VBrick Systems president Rich Mavrogeanes says streaming media will never match the quality or ubiquity of commercial TV, as long as it fails to rally around a single standard.

4 min read
In 1964, it was easy to believe that the "Picturephone" that was demonstrated at the New York World's Fair would be in every home in just a few years.

By the summer of 1969, we were convinced that humans would be waltzing around Mars by now. In the mid-1990s, conventional wisdom would have you believe that your local supermarket was obsolete and that you would be buying everything online.

Well, few homes have anything that resembles a Picturephone, humans have not landed on Mars, and local retailers are still doing nicely. As baseball great-cum-pop philosopher Yogi Berra is reputed to have put it, some things are hard to predict--especially the future.

But even a modest inspection reveals another truth. Humans, via robotic proxies, have landed on Mars. The U.S. Department of Commerce recently reported that e-commerce has grown 27.8 percent in the past year to $12.48 billion--that's some $50 billion annually. And certainly, more than just a few of the half-billion people who are connected to the Internet have experienced streaming media. According to Nielsen/NetRatings, more than 72 percent of Internet users do more than just surf the Web, and popular Internet activities include watching video clips.

But streaming video and videoconferencing have not yet quite challenged the quality, simplicity or ubiquity of commercial television. Why?

Streaming media was born to deliver audio, then audio and video, over the Internet. As with many new technologies, it started with single-vendor proprietary techniques. This was the case in the early days of television, too. But since television involved the use of the public airways, the Federal Communications Commission was charged with establishing standards.

Happily, a standard emerged relatively quickly, and television has grown to the ubiquitous state we have today. One can only imagine how different the world would be if you had to purchase a different television set to view each channel or if only one vendor owned the dominant technology that's required to view public broadcasts.

The digital streaming media industry, without the benefit (or obstacle, depending on your point of view) of government mandate, faces the same issue. There are organizations that have not embraced open standards and continue to pursue proprietary video streaming technologies. Their argument is that with proprietary models, one company can make a more reliable, robust product that is easier to maintain--for them.

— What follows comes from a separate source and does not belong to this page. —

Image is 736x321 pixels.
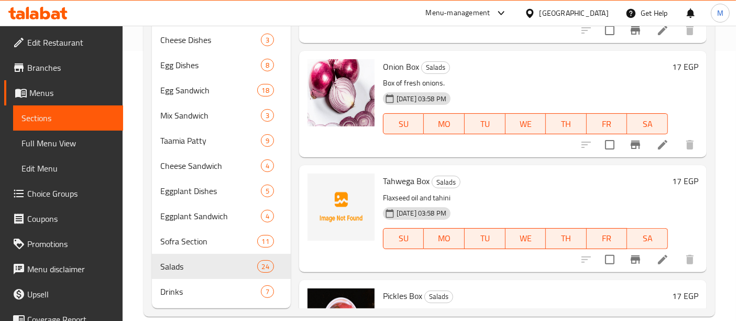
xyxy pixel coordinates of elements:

But streaming media can only thrive if there one standard. It is now time to put an end to the "click here to view with this, that or the other player"--not just to eliminate viewer confusion but also to reduce costs by eliminating the need for each streaming media content provider to host multiple systems.

Happily, robust multivendor standards and interoperability now exist, thanks to the Moving Picture Experts Group (MPEG), the Internet Streaming Media Alliance (ISMA) and the MPEG Industry Forum (MPEGIF).

MPEG is a working group of the International Organization for Standardization, which is in charge of the development of standards for compressed audio and video. Formed in 1988, it produced the MPEG-1 standard in 1992, widely used for video on CD and for broadband streaming. This was followed by the wildly successful MPEG-2 standard in 1994, which today allows Hollywood movies to fit on a DVD. It is also the basis for satellite and digital cable, and it is used throughout corporations and educational institutions to provide live one-way and two-way video over both local and wide-area networks.

In 1998, MPEG-4 was completed, and it provided a video compression standard at rates that target the public Internet. MPEG-4 licensing issues were settled in 2002, and commercial products are shipping in volume now.

MPEG-4 is an open standard. Open standards foster competition for the best implementation of the standard. The open-standards approach means that the standard has many more people who scrutinize one another's work than is possible from a single vendor, resulting in a more stable--and ultimately more satisfactory--result. Obviously, open standards help reduce the possibility that a single vendor could hold customers hostage. And this standard, MPEG-4, rivals the proprietary audio and video in terms of image quality and audio fidelity.

It's the bandwidth, stupid!
With the growing popularity of broadband, there is now an audience for downloaded video clips, and more importantly, for live video. The distinction is important. You can download a video file regardless of your connection speed--it just might take longer if you are on an analog modem. But live video of news, sports, stock market analysis and events is becoming common, thanks to a critical mass of viewers that have higher bandwidth capabilities.

Conventional television exists under government licenses because it uses the public airwaves. Cable systems are only slightly less restrictive, yet there is a gatekeeper at the distribution entry point--you can't just hook up to cable and begin to broadcast as you can with streaming media on the public Internet.

With established streaming video standards and low distribution costs, virtually anyone can now become a "TV station" and deliver audio and video of a quality that rivals that of conventional television broadcasters. The Food Channel may now have to compete with The Coin Collector's Channel or The 52-Year-Old Bald and Fat Man's Channel, along with thousands more.

This micro-segmentation is well under way, and standards have only accelerated it.